REACTIONS IN GULF TO ISRAEL-LEBANON FLARE-UP DIVERGE

July 15, 2006
When violence escalates in and around Israel, reactions from the Persian Gulf are of course very important to oil markets.

Bob Tippee
Editor

When violence escalates in and around Israel, reactions from the Persian Gulf are of course very important to oil markets.

With the Israeli military striking targets in Lebanon in response to kidnappings and rocket attacks, oil supplies from Iran and Syria are at risk. The governments of those countries support the militant groups Hezbollah, which has pestered Israel from southern Lebanon, and Hamas, striking lately out of Gaza.
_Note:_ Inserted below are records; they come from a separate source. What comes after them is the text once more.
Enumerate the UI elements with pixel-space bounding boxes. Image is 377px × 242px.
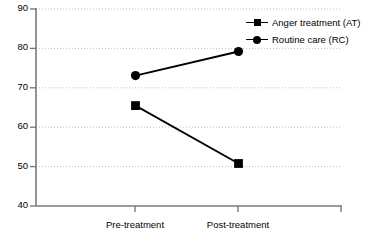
y-tick-label-80: 80 — [2, 42, 28, 52]
series-routine-care — [131, 47, 243, 80]
x-axis-ticks — [135, 206, 341, 212]
data-point-at-post — [234, 159, 243, 168]
legend-item-routine-care: Routine care (RC) — [246, 31, 374, 48]
y-tick-label-60: 60 — [2, 121, 28, 131]
legend-label-anger-treatment: Anger treatment (AT) — [268, 17, 361, 28]
chart-legend: Anger treatment (AT) Routine care (RC) — [246, 14, 374, 48]
y-tick-label-40: 40 — [2, 200, 28, 210]
data-point-at-pre — [131, 101, 140, 110]
data-point-rc-post — [234, 47, 243, 56]
y-tick-label-70: 70 — [2, 82, 28, 92]
y-tick-label-50: 50 — [2, 161, 28, 171]
line-chart: 90 80 70 60 50 40 Pre-treatment Post-tre… — [0, 0, 377, 242]
x-tick-label-post-treatment: Post-treatment — [188, 220, 288, 230]
circle-marker-icon — [246, 34, 268, 45]
square-marker-icon — [246, 17, 268, 28]
legend-item-anger-treatment: Anger treatment (AT) — [246, 14, 374, 31]
x-tick-label-pre-treatment: Pre-treatment — [85, 220, 185, 230]
y-axis-ticks — [30, 9, 36, 206]
series-anger-treatment — [131, 101, 243, 168]
legend-label-routine-care: Routine care (RC) — [268, 34, 349, 45]
data-point-rc-pre — [131, 71, 140, 80]
y-tick-label-90: 90 — [2, 3, 28, 13]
But reactions from other gulf states are important, even if—or perhaps because—none sounds like a menace to oil trade. Most of those reported in English-language newspapers followed convention.

"Civilians suffer after Zionist raid," said a Bahrain Tribune headline. The Tribune and Bahrain's Gulf Daily News emphasized Israeli aggression and Lebanese casualties.

An editorial in Gulf News, Dubai, described the flare-up as "the bullying reaction of Israel in Lebanon in retaliation to a brazen operation by the Hezbollah fighters."

Khaleej Times, Dubai, said, "Israel has expanded its offensive against the Palestinians up to Lebanon." It did have words for Hezbollah and the Palestinians, "especially the Hamas government," calling on them to avoid provoking Israel or providing "more excuses to target defenseless Palestinian and Lebanese civilians."

Before the Israeli attacks, an article in Kuwait Times attributed the kidnappings of Israeli soldiers directly to Hezbollah and Hamas and "their backers in Damascus and Tehran."

The most interesting response was also the easiest to miss. Saudi Arabia circulated a statement, by "an official Saudi source," beginning with an assertion of "the right of people under occupation to resist this occupation in all its forms."

Then it called for a distinction "between legitimate resistance and uncalculated adventures carried out by elements inside the state and those behind them without consultation with the legitimate authority in their state and without consultation or coordination with Arab countries, thus creating a gravely dangerous situation exposing all Arab countries and their achievements to destruction with those countries having no say."

The Al Jazeera network called this mouthful—which also declared, "These elements alone bear the full responsibility of these irresponsible acts"—a "sideswipe at Hezbollah."

It didn't come a moment too soon.

The next Editor's Perspective will appear July 28.